Survey Data

Reg No

50070389


Rating

Regional


Categories of Special Interest

Architectural, Historical, Social, Technical


Original Use

Factory


Historical Use

Workshop


In Use As

Shop/retail outlet


Date

1945 - 1960


Coordinates

315128, 235195


Date Recorded

29/11/2012


Date Updated

--/--/--


Description

Detached six-bay four-storey former showroom and workshop, built 1946-59, having two-storey workshop with ten-bay side elevation to rear (east), and three-bay single-storey entrance block to front (west) elevation. Later in use as artists' studios, now in retail and workshop use. Flat roof, projecting lift shaft, projecting concrete eaves, steel parapet railing. Rendered concrete walls, piers dividing pairs of bays to front, 'HENDRONS' in raised lettering to front. Rendered corner piers, plinth course and parapet to single-storey block to front, raised fascia to centre. Square-headed window openings, glass block windows to front, north, and south elevations of front block, one replacement uPVC window. Steel-framed windows to north and south elevation of workshop. Steel-framed display windows to entrance block, flanking square-headed door opening with replacement uPVC double-leaf doors. Circular window to south elevation of entrance block. Square-headed door openings to front, render surrounds, replacement uPVC doors.

Appraisal

Hendrons were an important supplier of machinery, pumps, and plant equipment in the first half of the twentieth century, importing from many European countries and the United States for projects such as the new sugar and alcohol factories, and rural electrification and water schemes in rural areas. This building was designed by Vaclav Gunzl, a Czechoslovakian engineer who managed Hendrons' machinery workshop. Gunzl had come to Ireland for Skoda, who were providing the turbines for the alcohol factories, and Hendrons was the sole agent for Skoda. Gunzl was one of many European engineers whose experience was sought for the industrialization of the new State. The building was built by Hendrons' own employees, one floor at a time. Bearing clear influences of International Modernism in its flat roof, white rendered walls, and modern materials, it nonetheless has elements of the vernacular in its slightly asymmetrical window openings, its off-centre shopfront, simple form, and its design and construction by Hendrons' staff who were not construction professionals. Today, it is a distinctive and well-known landmark in the area, a rare example of twentieth-century vernacular modernism, and a visual reminder of the importance of Hendrons as an agent of change and industrialization in the early days of the State.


# What the exercise asks:
Each line of the material that mentions the word "Pick" is to be copied.

# Task input:
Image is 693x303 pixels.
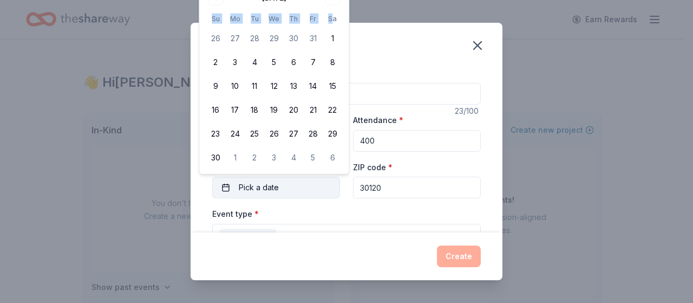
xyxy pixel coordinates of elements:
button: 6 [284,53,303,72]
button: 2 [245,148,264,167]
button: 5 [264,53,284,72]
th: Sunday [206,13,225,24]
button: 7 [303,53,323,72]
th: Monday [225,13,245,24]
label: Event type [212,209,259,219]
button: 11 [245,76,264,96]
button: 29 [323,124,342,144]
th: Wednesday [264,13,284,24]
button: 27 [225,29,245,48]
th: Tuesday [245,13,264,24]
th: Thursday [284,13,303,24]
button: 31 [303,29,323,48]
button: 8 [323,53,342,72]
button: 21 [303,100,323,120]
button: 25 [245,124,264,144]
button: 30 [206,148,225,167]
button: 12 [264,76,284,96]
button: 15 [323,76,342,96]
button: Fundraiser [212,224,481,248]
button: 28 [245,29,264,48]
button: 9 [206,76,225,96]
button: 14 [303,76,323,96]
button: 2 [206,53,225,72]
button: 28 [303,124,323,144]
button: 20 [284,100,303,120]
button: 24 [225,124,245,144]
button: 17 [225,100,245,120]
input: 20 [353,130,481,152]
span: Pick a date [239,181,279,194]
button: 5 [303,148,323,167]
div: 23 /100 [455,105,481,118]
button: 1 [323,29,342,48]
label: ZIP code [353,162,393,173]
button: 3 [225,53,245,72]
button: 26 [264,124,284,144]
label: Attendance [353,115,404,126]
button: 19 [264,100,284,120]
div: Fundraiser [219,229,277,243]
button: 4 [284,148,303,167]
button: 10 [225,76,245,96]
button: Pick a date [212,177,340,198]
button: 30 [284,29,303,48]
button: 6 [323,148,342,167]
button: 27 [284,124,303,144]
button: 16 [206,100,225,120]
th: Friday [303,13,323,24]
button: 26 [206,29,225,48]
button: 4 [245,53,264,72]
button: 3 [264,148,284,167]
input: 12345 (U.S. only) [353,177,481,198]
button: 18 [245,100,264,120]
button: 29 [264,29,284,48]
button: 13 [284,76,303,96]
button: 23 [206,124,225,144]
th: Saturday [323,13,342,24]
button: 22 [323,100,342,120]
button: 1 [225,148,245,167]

# Exercise response:
span: Pick a date [239,181,279,194]
button: Pick a date [212,177,340,198]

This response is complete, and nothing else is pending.